Alex didn't fight back. He didn't even apologize. He walked away like a hollow shell, the man's insults echoing in his ears. He found a secluded corner behind a dumpster, hidden from the world. The crushing weight of failure was too much. The shame was suffocating him.
And in that moment of absolute defeat, his mind went back to the only 'friend' he knew—the cheap dopamine. In that filthy corner, driven by self-hatred and a desperate need to numb the pain, he fell back into his darkest habit. He sought refuge in the very thing that was killing him.
After the act of masturbation, the momentary chemical high masked his misery. His brain, exhausted from the struggle and the relapse, shut down. He didn't care that he was lying in the dirt. He didn't care that he had lost his only chance at a job. He closed his eyes and slipped into a pathetic, hollow sleep, a prisoner once again to his own decay The sun had already begun its descent when Alex dragged his weary, mud-caked body back to Dadi Ma's shack. He expected a storm of questions, or perhaps a scolding that would match the distributor's rage. But Dadi Ma remained silent. She saw the dried blood on his knees and the hollow look in his eyes. Without a word, she heated some water for him and placed a simple plate of food on the floor.
Alex ate like a ghost. He didn't taste the food; he only swallowed the bitterness of his own existence. For the next few days, he lived like a parasite. He would wake up late, eat whatever small portion Dadi Ma could afford, and then retreat into a corner to sleep or drown in his dark thoughts. He was waiting for the world to move, but he had no strength to move with it.
But even kindness has a limit when faced with poverty.
One evening, Dadi Ma sat beside him, her hands trembling as she clutched an empty grain jar. "Alex," she said softly, her voice heavy with a pain that wasn't hers. "Look at me, son. I am an old woman living on the edge of life. I wanted to help you, but my pockets are as empty as my stomach now. I don't have enough to feed both of us anymore."
Alex looked up, the reality of his burden finally hitting him.
"Why don't you go back home?" she continued, a tear tracing a path through her wrinkles. "Your parents... they must be waiting. I cannot keep you here, Alex. You don't work, you don't try, and I simply cannot afford to watch you rot while I starve. Please... find your own way."
It was the final rejection. The only hand that had reached out to him was now pulling away. Alex didn't argue. He didn't beg. He stood up, took his few belongings, and walked out into the cold night. He was a man without a name, without a home, and now, without a single soul who cared if he lived or died.
He wandered the streets like a zombie. He was so consumed by his inner misery that he became blind to the world around him. The honking of horns, the bright city lights, the chatter of happy families—it was all a blur. He felt like he was already dead, just waiting for his body to realize it.
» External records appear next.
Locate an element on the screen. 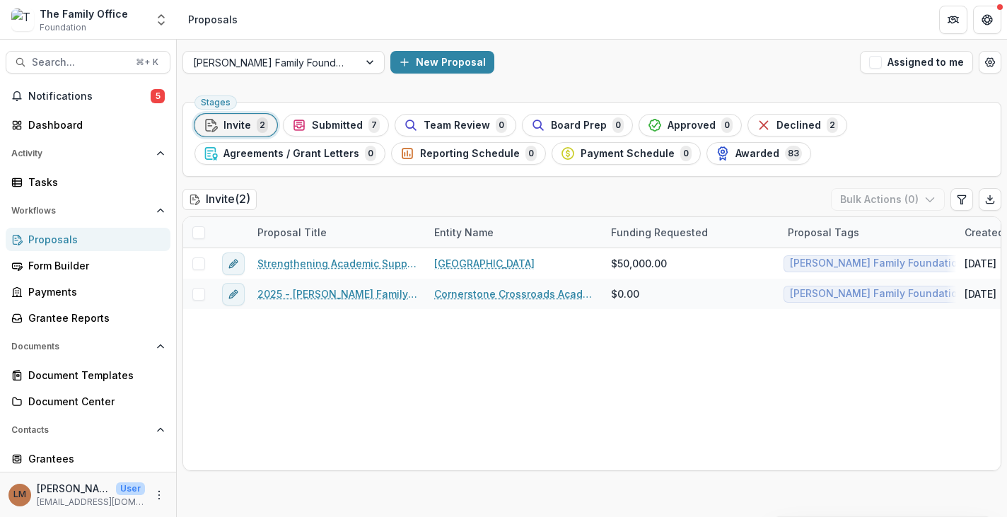  div: Tasks is located at coordinates (93, 182).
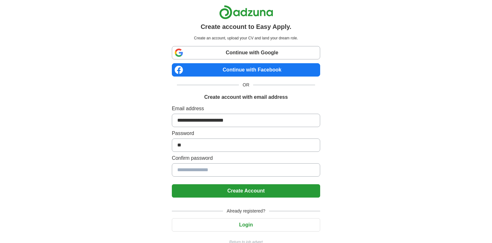  I want to click on a: Continue with Google, so click(246, 53).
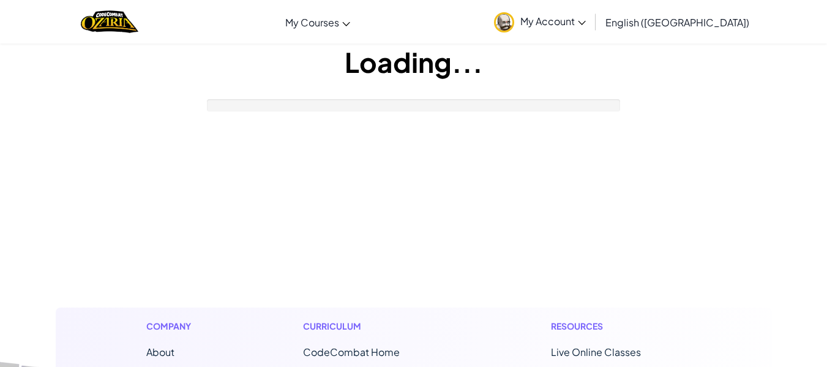  I want to click on span: My Courses, so click(312, 22).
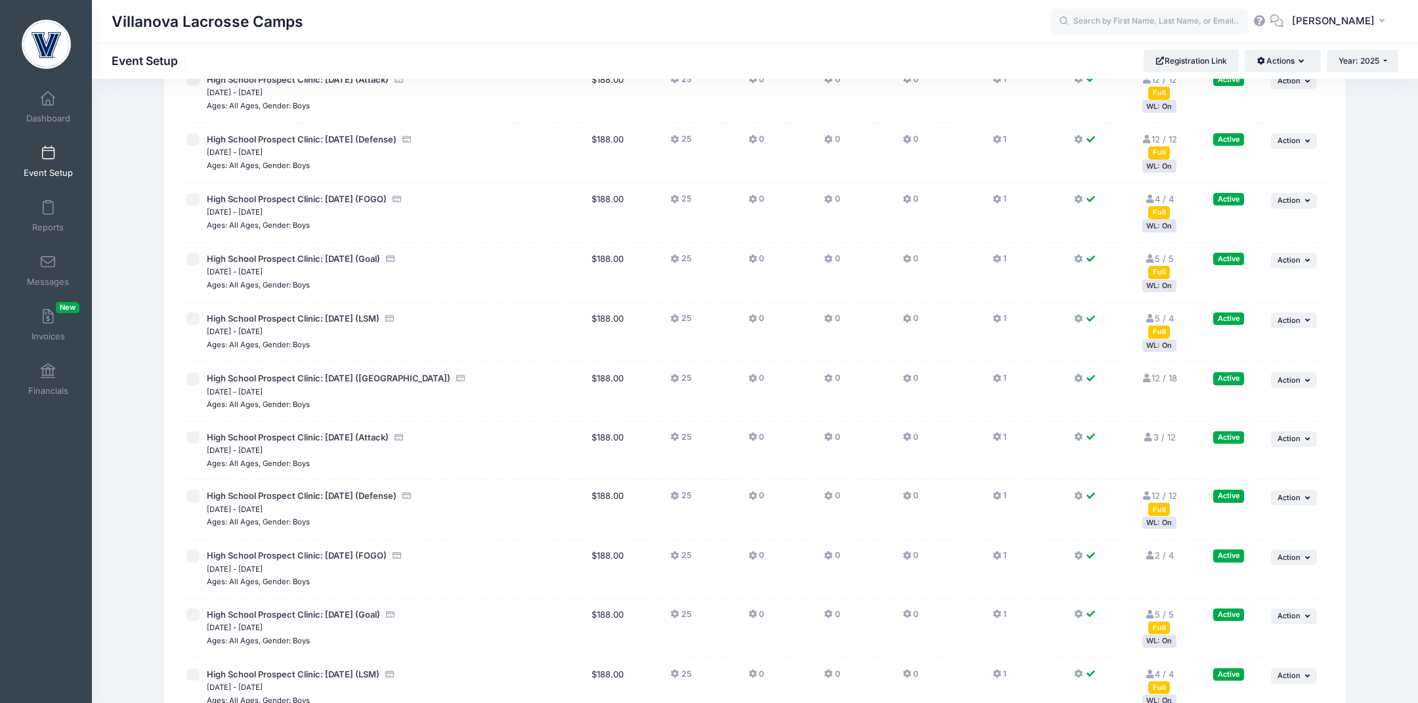 The image size is (1418, 703). I want to click on span: Year: 2025, so click(1359, 60).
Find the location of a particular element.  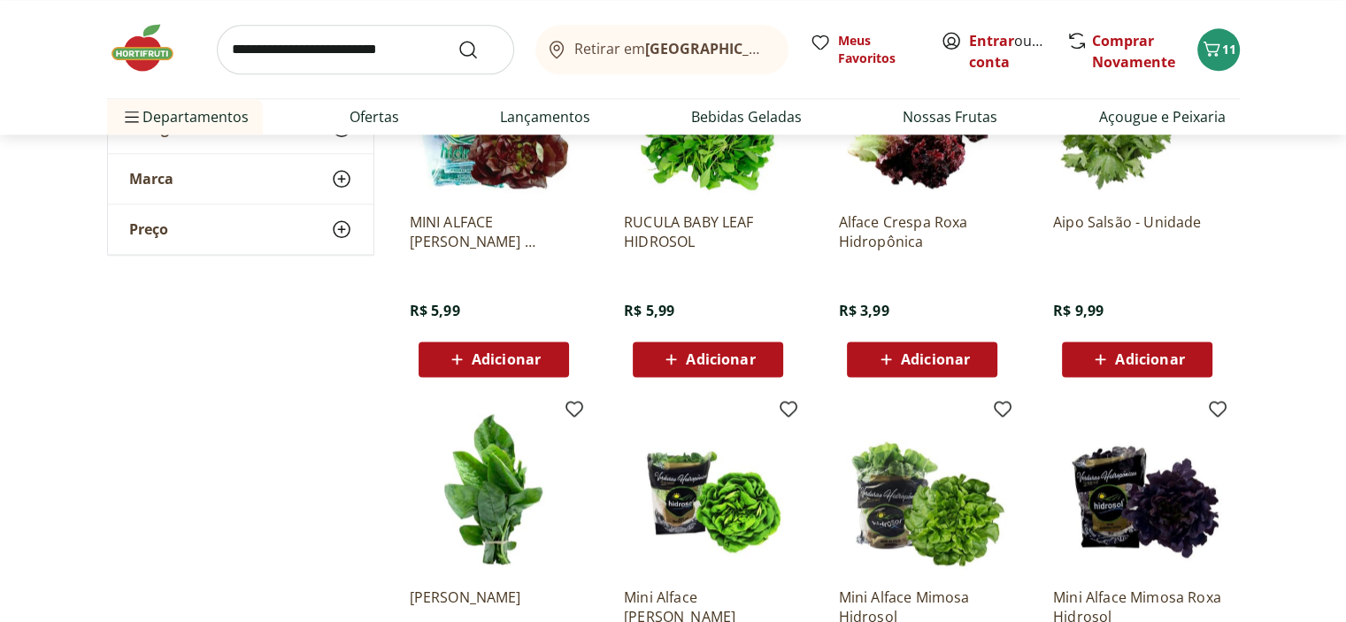

span: R$ 3,99 is located at coordinates (863, 311).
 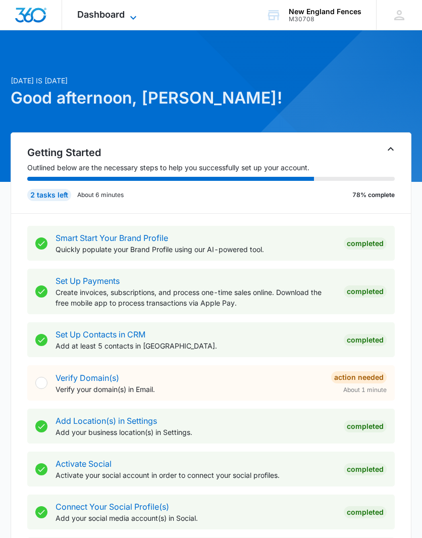 What do you see at coordinates (106, 421) in the screenshot?
I see `a: Add Location(s) in Settings` at bounding box center [106, 421].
He reached a main intersection. His mind was a fog of self-hatred. Where will I go? Who will take me? I am a zero. A failure. A mistake.
Suddenly, the screech of tires tore through the silence of his thoughts.
A car, speeding blindly through the night, slammed into him with a sickening thud. Alex felt his body fly through the air like a ragdoll. Time slowed down. He saw the stars one last time before his back hit the hard asphalt several meters away.
Everything went black. The pain was immense for a second, and then—nothing. Silence. His eyes closed, and his breath hitched. He felt his spirit slipping away, leaving behind the broken, addicted, and rejected shell of a boy he used to be. As the world faded into an abyss, a distant, ethereal voice seemed to call out from the darkness behind him, but Alex was already gone, drifting into a world where failure couldn't follow him.